Meet an absurdly brilliant pop record. Marina Diamandis has always had a strong voice, but until FROOT she had played characters in her songs. This time it was personal: from an awakening on the opening cards-on-the-table piano ballad 'Happy' (“I believe in possibility, I believe someone’s watching over me”), through the love-split heartache of 'I’m A Ruin', a track built on thumping drums, to the new-wave throb of 'Forget', and hitting a climax on 'Savages' where she signals the warning, “Underneath it all we’re just savages, hidden behind shirts, ties and marriages”. FROOT was sometimes sobering but rarely short of sublime.




Pranam Mavahalli
Floating Points – Elaenia (Pluto)

London's Plastic People is a club that gave birth to a generation of UK talent. In the time that it was open, Four Tet, Caribou, Jamie xx, Floating Points, James Blake and Mount Kimbie passed through its doors inspiring one another to produce music with one foot in the past, the other in the other future, but yet sounding uniquely British. Then earlier this year it closed its doors for the final time, and in doing so, sealed its reputation in club history… My sister lived mere spitting distance from this club for about five years. Yet in that time I only managed to go there once. Such is the fate of those who cling to the coattails of the trailblazers. But if I missed out on its greatness, at least the music lives on. Floating Points's debut expands on his wondrous run of 12”s with an album that while rooted in club music, is very much aimed more at the head and the headphones. Jazz, synths, and classical strains coalesce beautifully in a wonderfully structured, elegantly produced debut. I can't to see where this preternaturally talented musician turns to next.


Ian Parker
Father John Misty - I Love You, Honeybear (Bella Union)

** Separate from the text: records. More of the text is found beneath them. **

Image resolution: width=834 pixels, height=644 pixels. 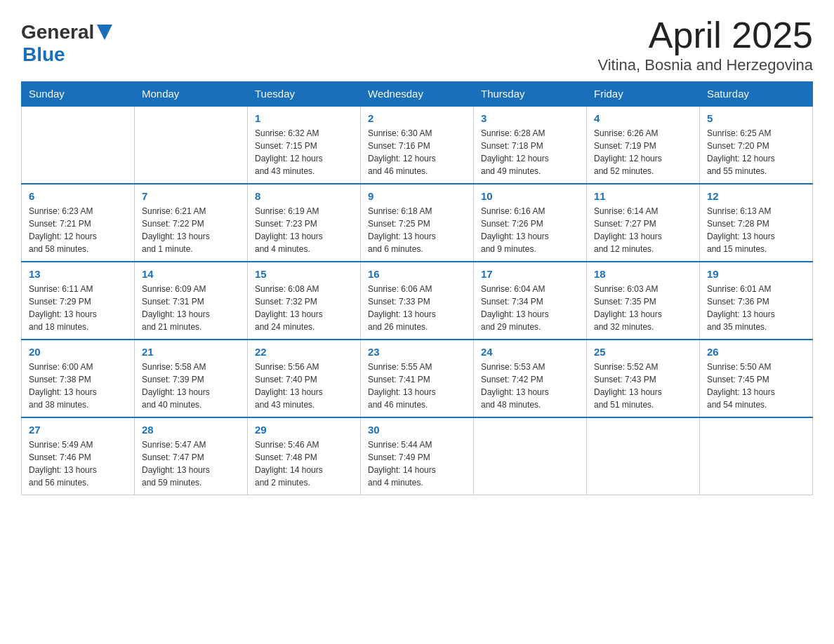 What do you see at coordinates (58, 32) in the screenshot?
I see `logo-general: General` at bounding box center [58, 32].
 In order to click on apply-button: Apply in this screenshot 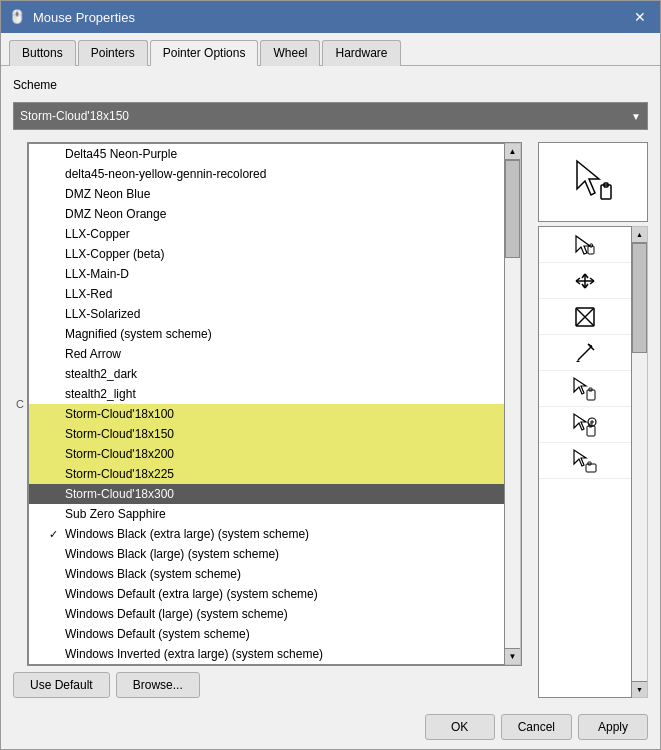, I will do `click(613, 727)`.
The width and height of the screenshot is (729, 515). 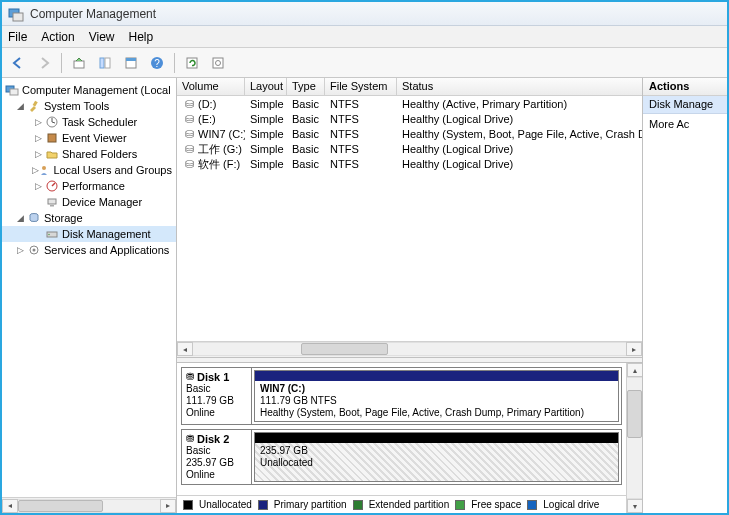 What do you see at coordinates (460, 505) in the screenshot?
I see `legend-free-icon` at bounding box center [460, 505].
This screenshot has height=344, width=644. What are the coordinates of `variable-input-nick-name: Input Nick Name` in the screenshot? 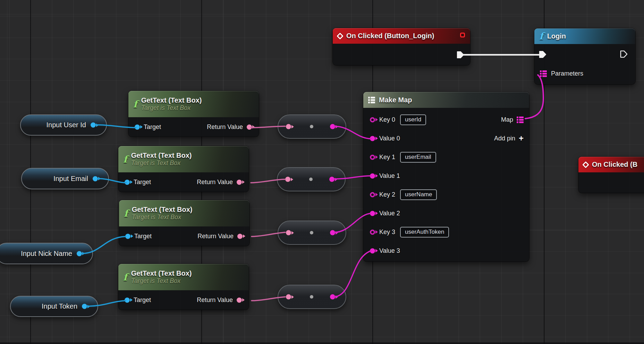 It's located at (46, 253).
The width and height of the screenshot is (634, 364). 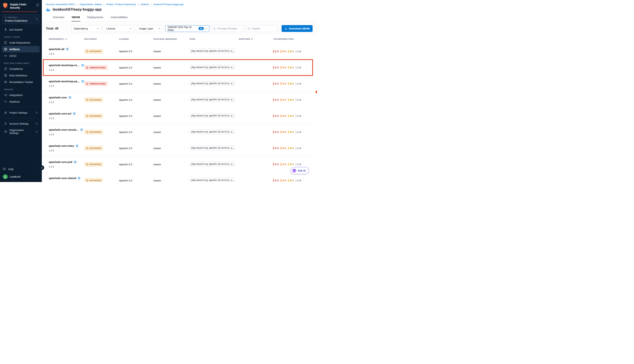 What do you see at coordinates (38, 5) in the screenshot?
I see `module-switcher-button` at bounding box center [38, 5].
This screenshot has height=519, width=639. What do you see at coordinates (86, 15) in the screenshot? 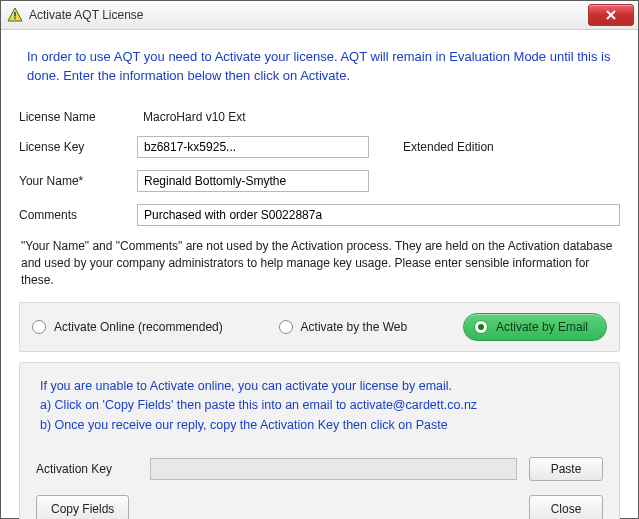
I see `window-title: Activate AQT License` at bounding box center [86, 15].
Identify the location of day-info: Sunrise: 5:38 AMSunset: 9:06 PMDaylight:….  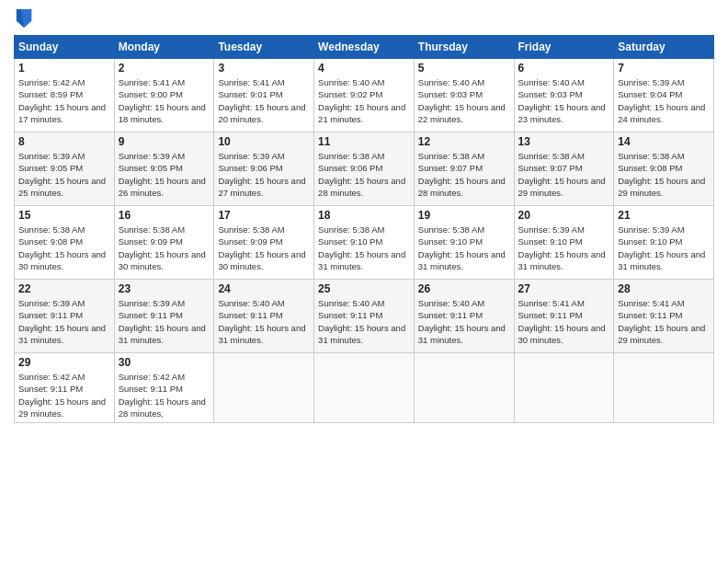
(364, 175).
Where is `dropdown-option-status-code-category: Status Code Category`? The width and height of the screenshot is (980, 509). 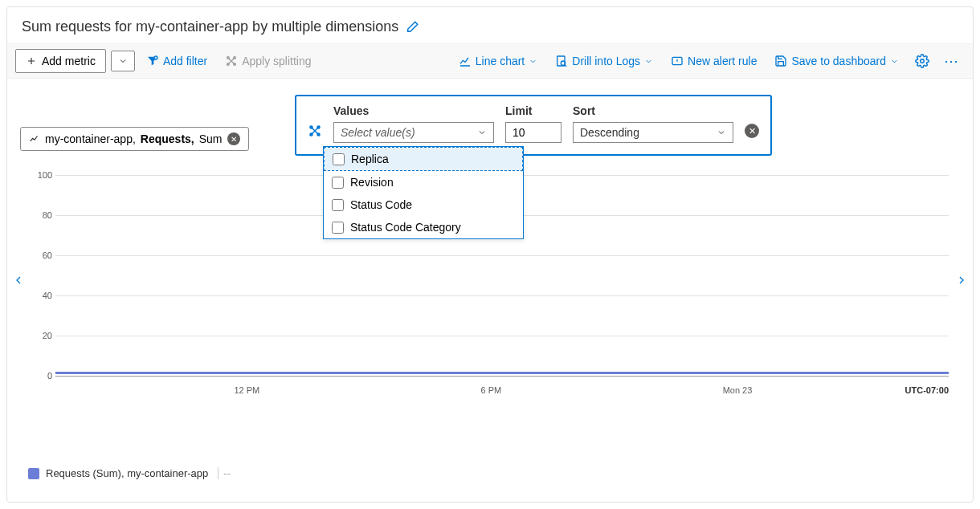
dropdown-option-status-code-category: Status Code Category is located at coordinates (423, 227).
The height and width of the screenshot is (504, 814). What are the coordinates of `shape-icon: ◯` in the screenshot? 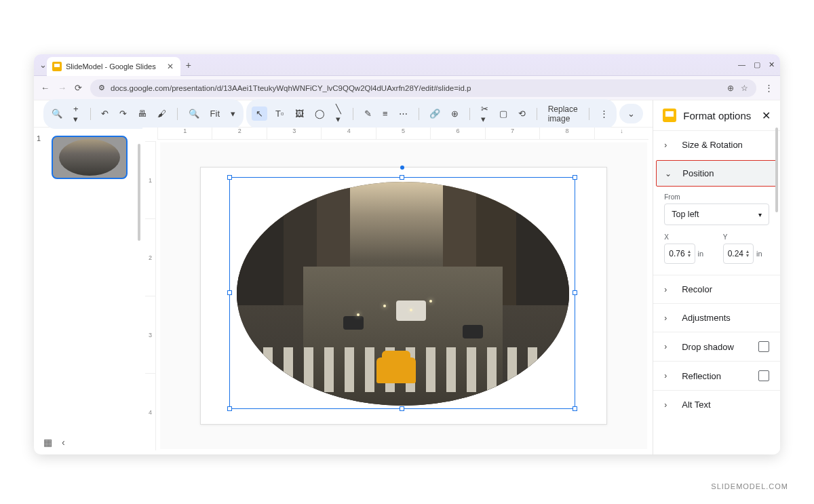 It's located at (320, 114).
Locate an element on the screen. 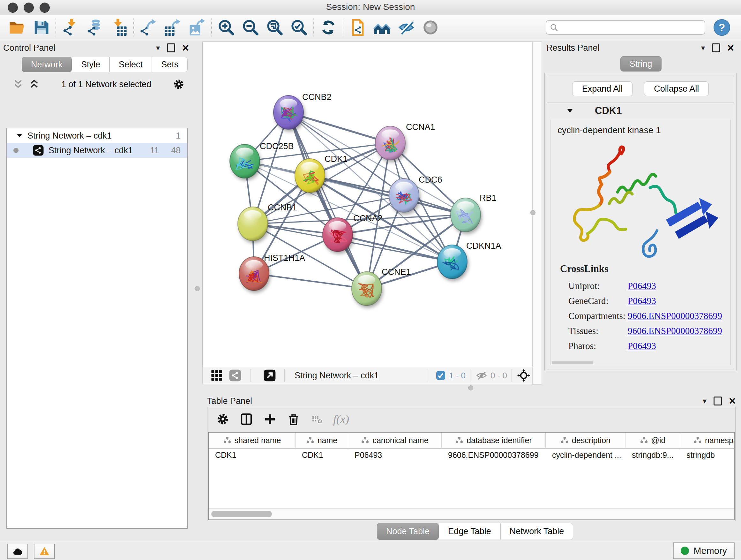 The height and width of the screenshot is (560, 741). network-node-CCNA2 is located at coordinates (338, 235).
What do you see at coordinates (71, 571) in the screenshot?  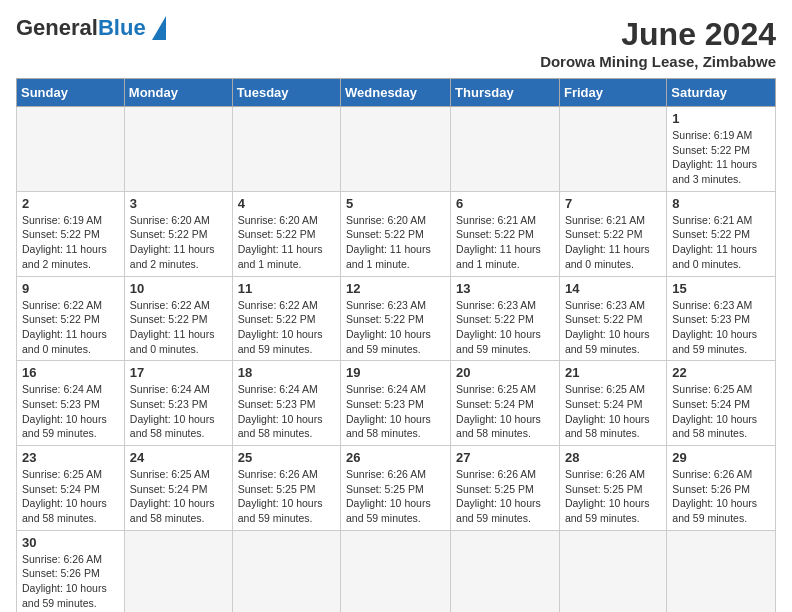 I see `calendar-day-cell: 30Sunrise: 6:26 AM Sunset: 5:26 PM Dayli…` at bounding box center [71, 571].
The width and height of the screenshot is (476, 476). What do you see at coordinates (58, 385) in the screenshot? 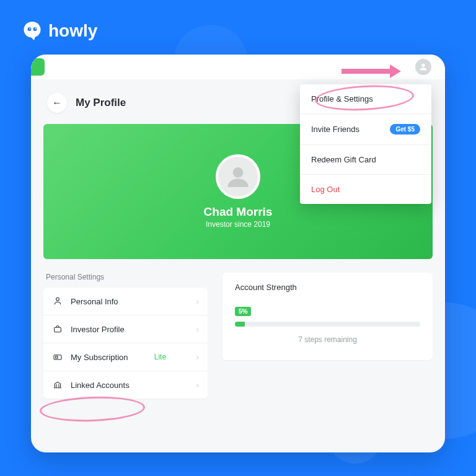
I see `bank-icon` at bounding box center [58, 385].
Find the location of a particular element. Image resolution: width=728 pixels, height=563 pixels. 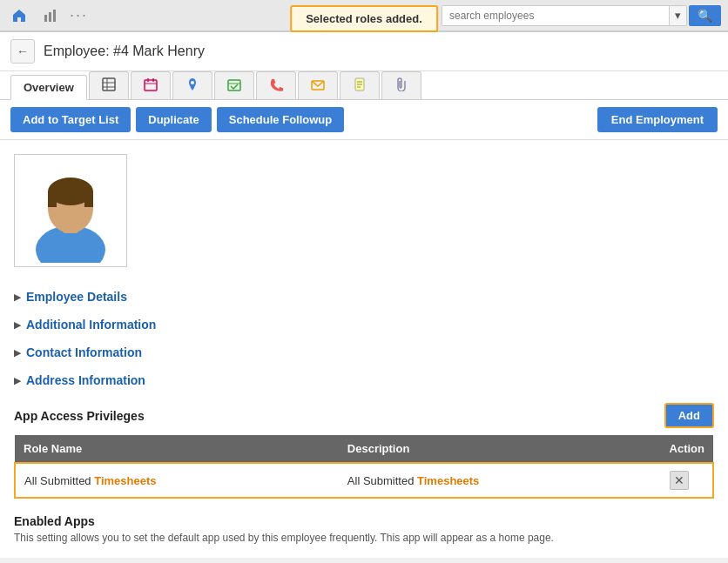

contact-info-label: Contact Information is located at coordinates (84, 352).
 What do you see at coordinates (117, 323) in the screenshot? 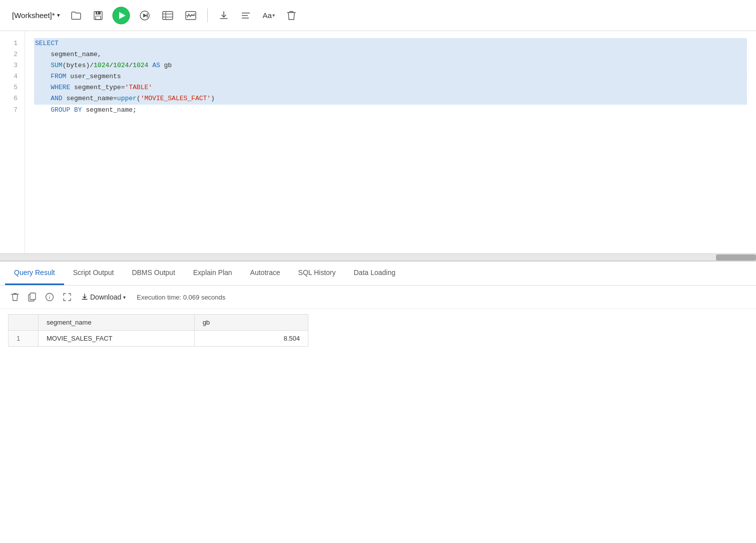
I see `table-header-segment-name: segment_name` at bounding box center [117, 323].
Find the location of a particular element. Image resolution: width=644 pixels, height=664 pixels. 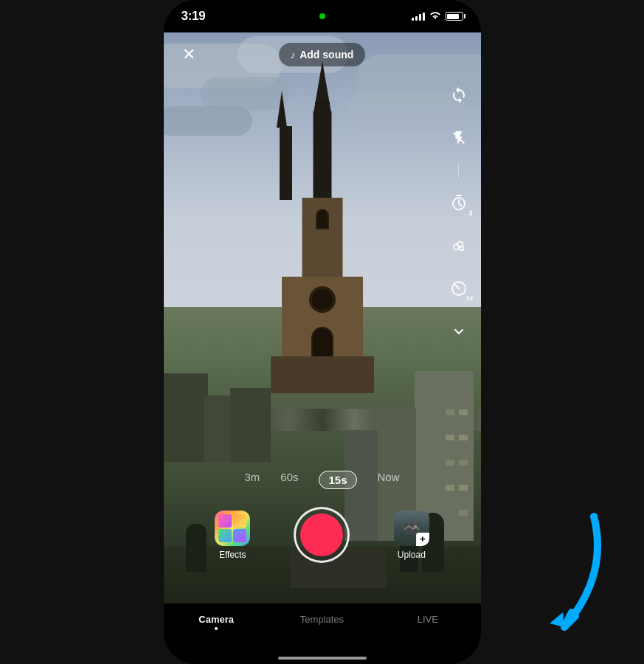

close-button: ✕ is located at coordinates (189, 55).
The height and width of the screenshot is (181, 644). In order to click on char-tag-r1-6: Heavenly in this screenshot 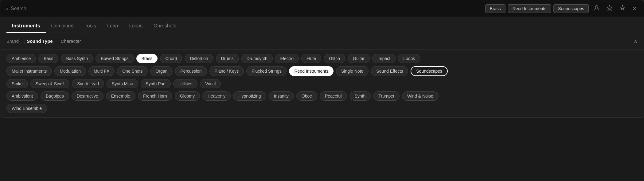, I will do `click(217, 96)`.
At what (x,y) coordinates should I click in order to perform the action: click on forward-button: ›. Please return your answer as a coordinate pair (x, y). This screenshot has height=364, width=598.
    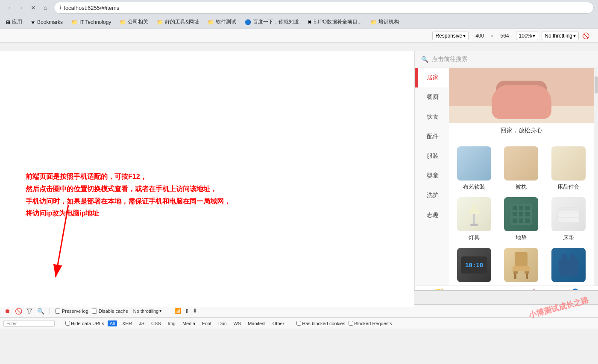
    Looking at the image, I should click on (21, 8).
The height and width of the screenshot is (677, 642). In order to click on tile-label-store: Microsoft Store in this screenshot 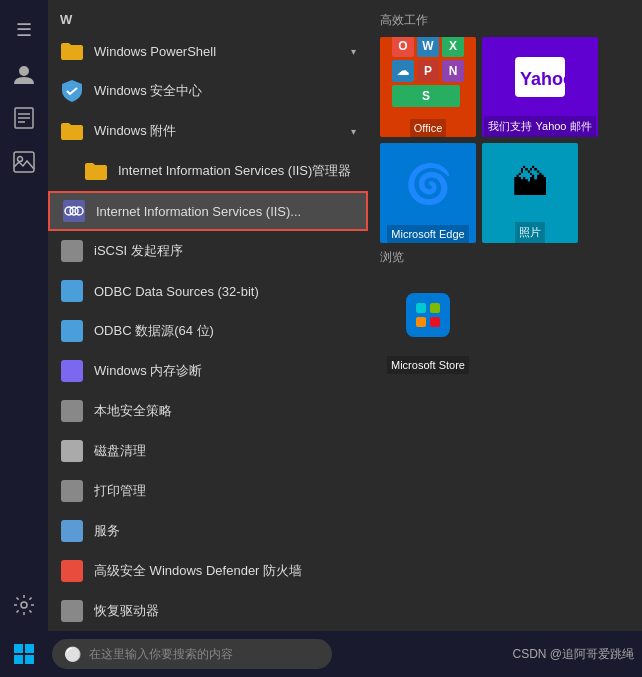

The first Father John Misty, 2012's Fear Fun, sneaked into my top 24 after that year's Advent Calendar had actually started (you get to do that sort of thing if you have the keys to the website), not because I'd not heard it until the start of December, but because it had been such a slow burner that I'd failed to fully appreciate it until it was almost too late. No doubt Josh Tillman got the message and that was his prime motivation in releasing this in February. The same as happened - if you'd asked me in April, May or even June for the best albums of the year to date, this might have earned a passing mention. Roll on December, it has found its way into the top five. 


Guy Atkinson
Defeater – Abandoned (Epitaph)

Now four albums into their career, Defeater sit alongside Touché Amore as the shining beacons of modern hardcore. This one’s another concept album continuing the story of their first three. Whether or not you’re here for the story doesn’t matter when the songs are this crushing.









Steve Pill
Father John Misty – I Love You, Honeybear (Bella Union)

What a hero. Josh Tillman settles rather lasciviously into his Father John Misty persona on album number two, a collection of baroque love songs for our self-obsessed age. Lyrically it's full of arch, barbed put-downs that divide the audience as expertly as Stewart Lee into those who are in on the joke and those who are the butt of it. Things all get a bit meta on 'The Night Josh Tillman Came To Our Apt.' but the words are so tightly crafted that they'll be compiling them in an anthology in 20 years' time. Musically I wasn't sure at first - strings are too often a cover for unimaginative chord changes - but a raunchy, theatrical show at Bexhill's De La Warr Pavilion convinced me otherwise. This was a performance that confirmed he is the illegitimate musical love child of Jarvis Cocker (those lyrics, those hand gestures) and Nick Cave (that dark, quasi-religious lust). Listening to the album since has revealed new layers every time.